From Space Travel To Washing Dishes: Nimble Bot Is First Real All-Purpose Robot

TheBeomni 1.0 was unveiled for the first time in public at the 2022 Consumer Electronics Show in Las Vegas earlier this month.

It is said to be the world’s first fully functional general-purpose robotic system.

Built by US-based firm Beyond Imagination, Inc., Beomni resembles a human with a form depicting a head, shoulders, waist, arms and hands with opposable thumbs.

The humanoid can lift up to 15.88kg of weight per arm like gym-worked muscles, as well as perform finesse, delicate tasks like pinching salt when cooking, opening a bottle top, or injecting someone with a needle. The bot aims to assist in manufacturing, maintenance and, eventually, space construction

Four wheels at its base carts the nimble bot around, even through sand, mud and snow. While at first it is controlled remotely by humans, its AI brain will ultimately learn how to carry out tasks independently. Beomni has already been tested at a hospice in Colorado, where over three days it took temperatures, looked into mouths with a tongue depressor, and even danced with patients to cheer them up.

Beyond Imagination believe Beomni will be able to work in warehouses, pick fruit and carry out dangerous tasks such as electrical repairs. The invention is the brainchild of American scientist Dr Harry Kloor. Having been born with leg defects and told he would have to use braces for the rest of his life, he dreamed as a young boy of inhabiting a robotic body. He later overcame his physical problems to become a martial arts expert and is said to be the only person in the world to have earned two PhDs simultaneously.

Beomni is expected to be on the market in the next couple of years. It currently costs around £110,000 but would drop to roughly £50,000 when it goes into mass production. It is hoped the robot could also prove useful in future space exploration and carry out experiments in microgravity, while researchers remain safely on the ground.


• [Task to complete]:
All lines of the material that contain "geometry" must be copied out.

==================================================

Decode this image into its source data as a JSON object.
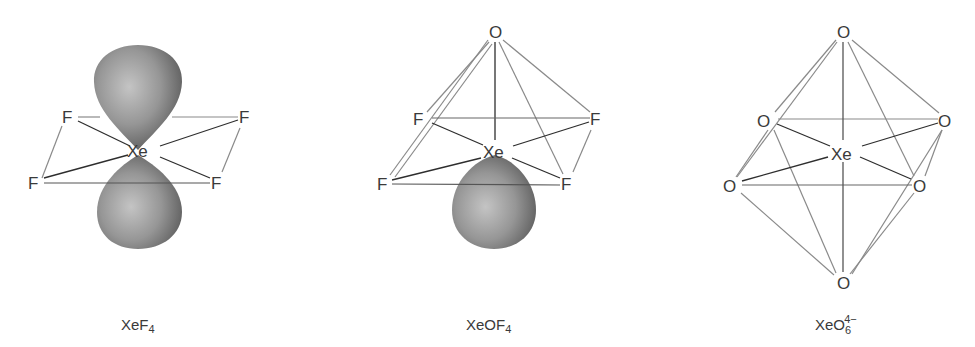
{
  "figure": {
    "panels": [
      {
        "id": "xef4",
        "caption": {
          "base": "XeF",
          "subscript": "4",
          "superscript": ""
        },
        "central_atom": "Xe",
        "ligands": [
          "F",
          "F",
          "F",
          "F"
        ],
        "lone_pairs": 2,
        "geometry": "square planar"
      },
      {
        "id": "xeof4",
        "caption": {
          "base": "XeOF",
          "subscript": "4",
          "superscript": ""
        },
        "central_atom": "Xe",
        "ligands": [
          "O",
          "F",
          "F",
          "F",
          "F"
        ],
        "lone_pairs": 1,
        "geometry": "square pyramidal"
      },
      {
        "id": "xeo6",
        "caption": {
          "base": "XeO",
          "subscript": "6",
          "superscript": "4−"
        },
        "central_atom": "Xe",
        "ligands": [
          "O",
          "O",
          "O",
          "O",
          "O",
          "O"
        ],
        "lone_pairs": 0,
        "geometry": "octahedral"
      }
    ],
    "colors": {
      "lobe_dark": "#5a5a5a",
      "lobe_light": "#bdbdbd",
      "bond_dark": "#2e2e2e",
      "bond_light": "#8a8a8a",
      "text": "#3a3a3a"
    }
  }
}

==================================================

• [Completed exercise]:
        "geometry": "square planar"
        "geometry": "square pyramidal"
        "geometry": "octahedral"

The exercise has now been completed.